With a terrifying resurgence of Covid-19 in the fall, and the Democrats failing to secure universal vote by mail, that November saw the lowest turnout ever in a presidential election. The Democratic base — confused, demoralized, and frightened — didn’t show up. Trump declared his modest win to be “the greatest landslide in history.”

The Republican base became even more rage-filled and vindictive in victory. “The Washington Post is trying to destroy America,” Sean Hannity began to declare each week. “Someone’s got to shut it down.” Two days later, a gunman infiltrated Post headquarters and was stopped just before he could open fire.
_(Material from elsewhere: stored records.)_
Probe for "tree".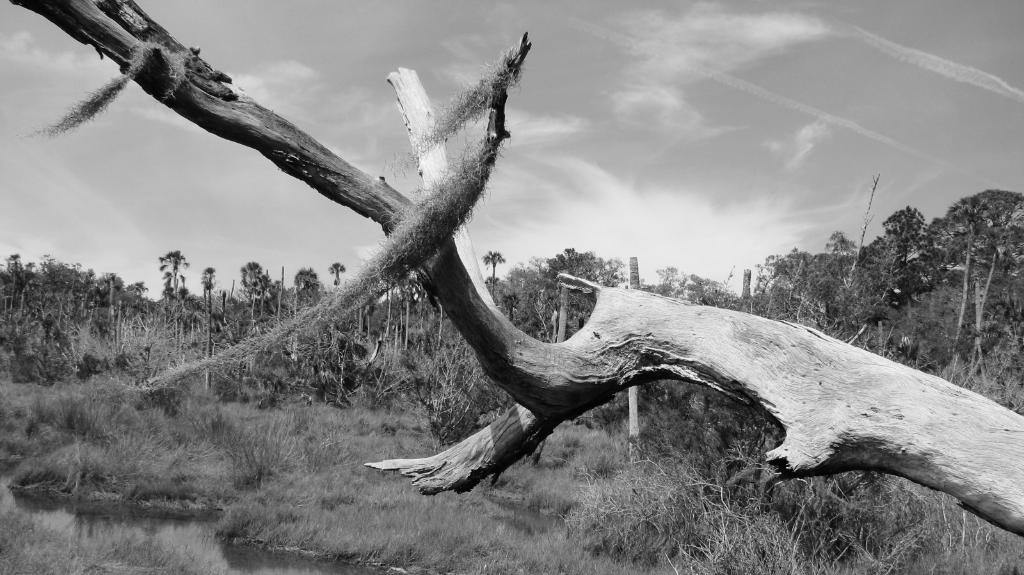
Probe result: rect(157, 247, 191, 295).
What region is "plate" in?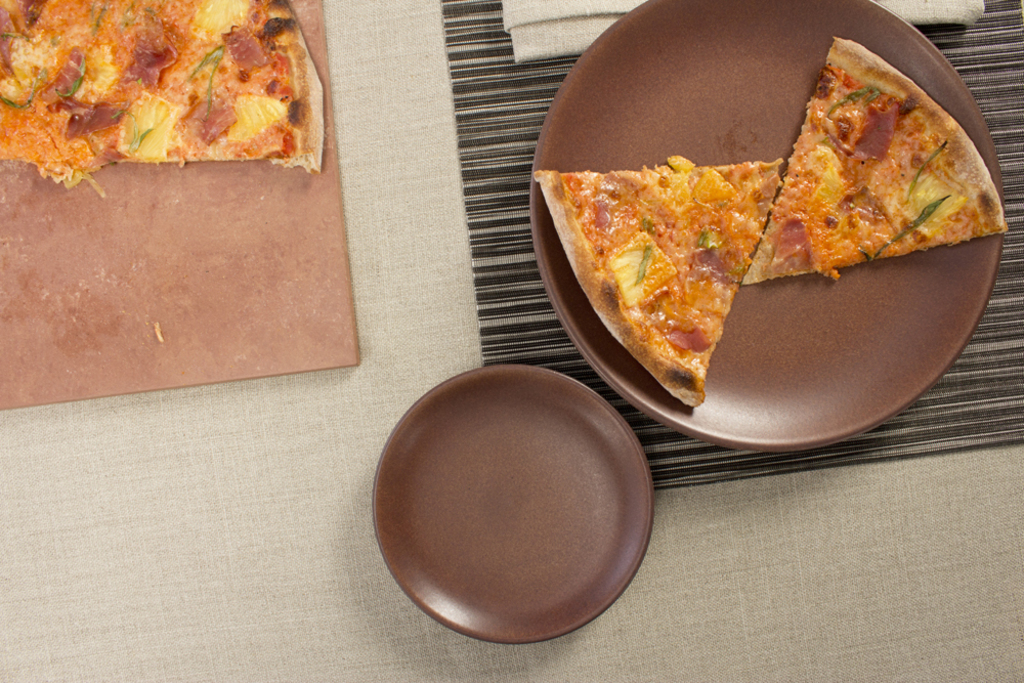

Trump was now free of all restraints, and he commenced an enormous bombing campaign against Iran. Protests were outlawed for public safety. Large numbers of Americans continued to die from the coronavirus, although no one was sure exactly how many because the government no longer released statistics on it. Fox began quietly, and then more and more loudly, claiming that opponents of the war were importing “biological bombers” from Iran to spread the disease. The stage was set for the classic collapse into authoritarianism, with the official outside enemies purportedly collaborating with the enemies on the inside.

No one knows today which path the U.S. will take. But it’s going to be one or the other: The right or the left will emerge as the champion of the coming American rage. All we can do now is try to make the anger and its consequences rational, based on an accurate understanding of the world and the unnecessary sorrow we experience. We need to make people angry at the crime.